The Fairey Swordfish was so flimsy an aircraft it was nick named “The Stringbag’’.
Perhaps if the Brits would have shared their torpedo technology with us, things might have turned out differently in the early years of the Pacific War. Their torpedos seem to work.
From Wikipedia:
“In service, it received the nickname Stringbag; this was not due to its biplane struts, spars, and braces, but a reference to the seemingly endless variety of stores and equipment that the type was cleared to carry. Crews likened the aircraft to a housewife’s string shopping bag, common at the time and which could accommodate contents of any shape, and that a Swordfish, like the shopping bag, could carry anything.”
Its ultimate payload was a torpedo delivered by flying in on the deck to its target at an attack speed of 105 m.p.h.
No Stringbags were lost in both attacks on the Bismarck; the movie depicted Swordfish aircraft being shot down just to add dramatic effect.

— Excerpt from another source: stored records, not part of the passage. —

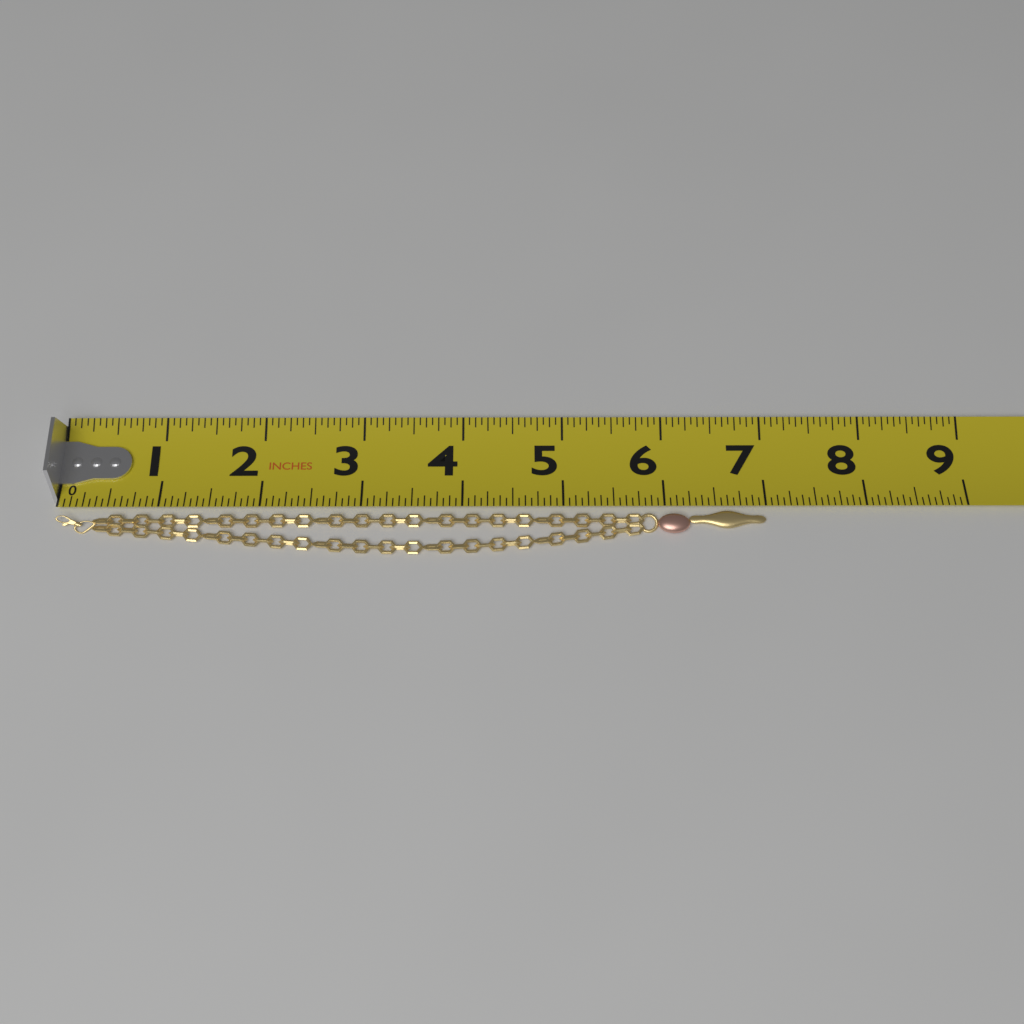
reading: 7.0000 in
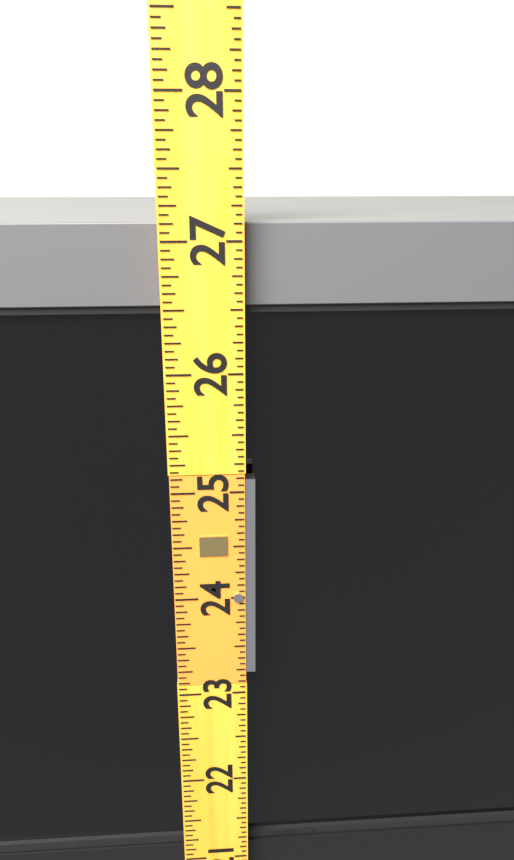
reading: 27.1250 (no unit)
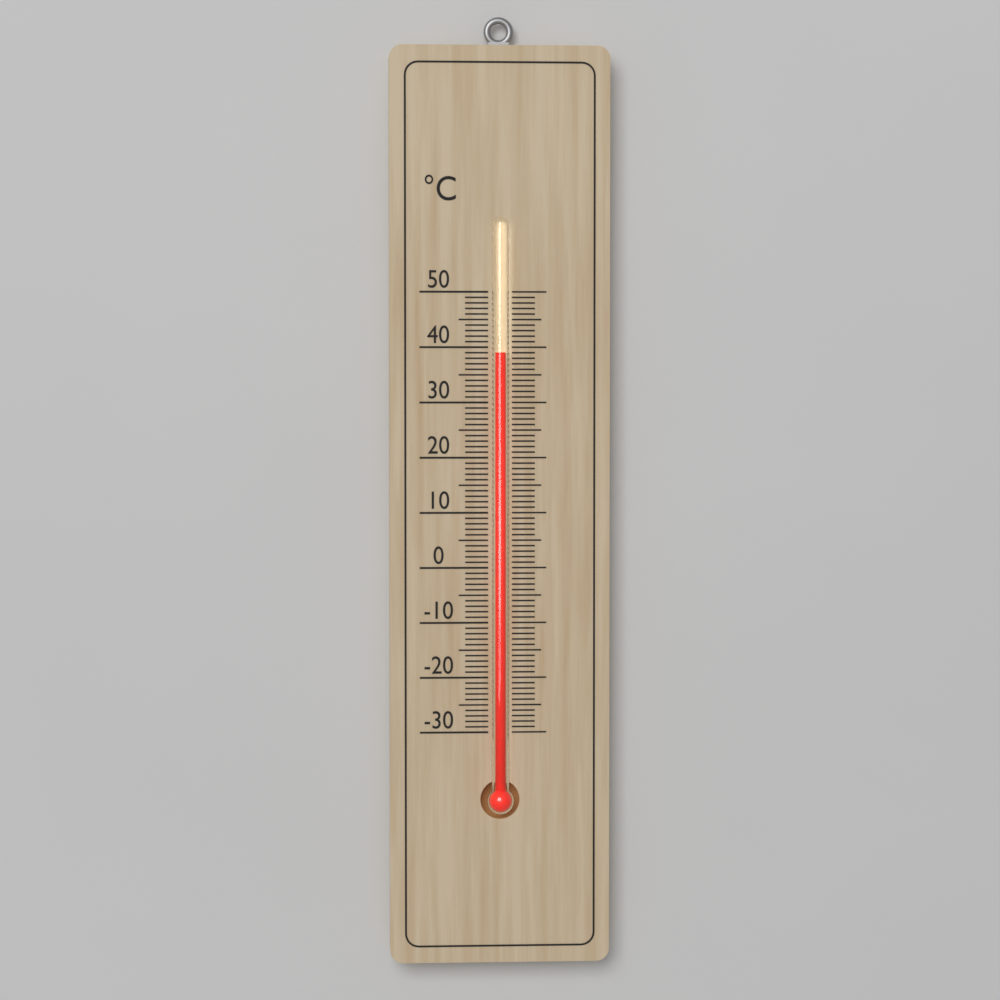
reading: 39 °C
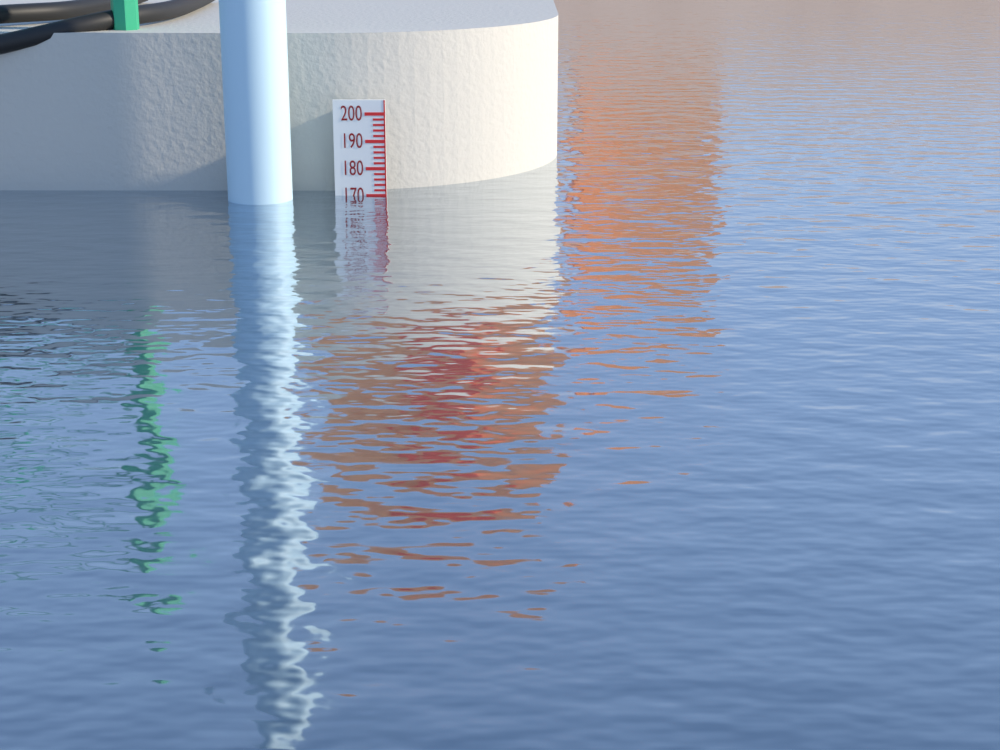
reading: 170 (no unit)
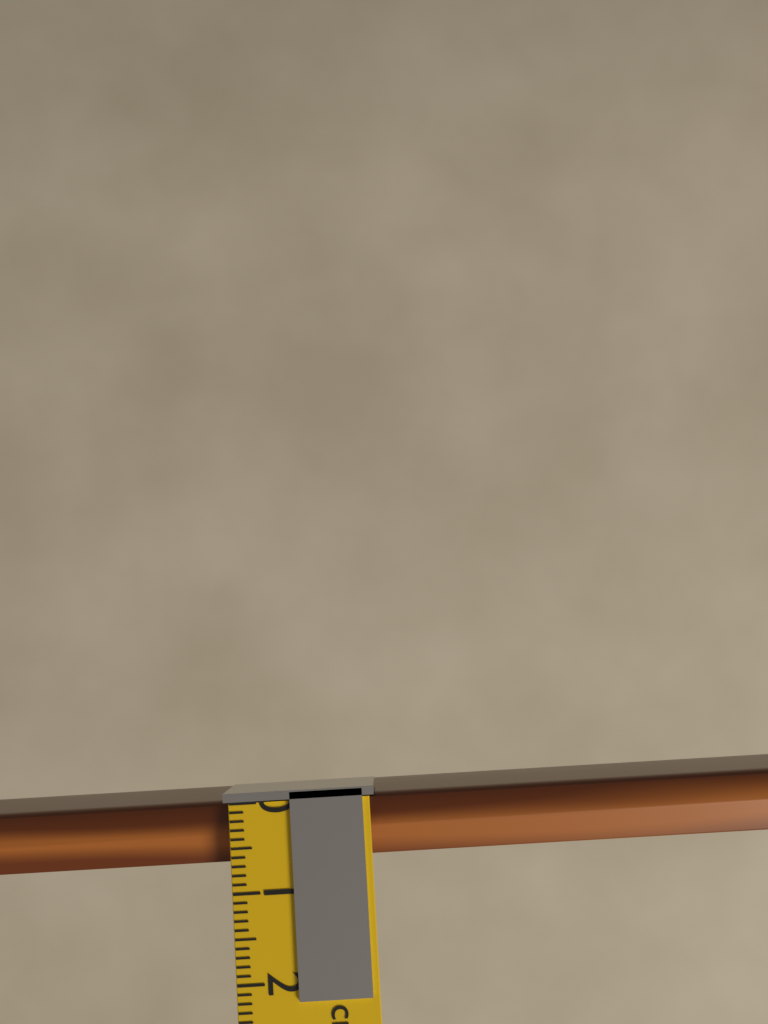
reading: 0.7 cm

As noted, the biplanes were too slow for Bismarck’s AA to acquire & engage them.
Actually they were called “String Bags” because, like the traditional British shopping bag, they could carry anything. Torpedoes, bombs, depth charges, searchlights, ASV radar, tactical nukes. Well maybe not the nukes, but you get the idea. They were supposed to be replaced by the Fairey Albacore. In the event, the Albacore so monumentally bad that it was eventually taken out of service, and replaced by the . . . . Swordfish.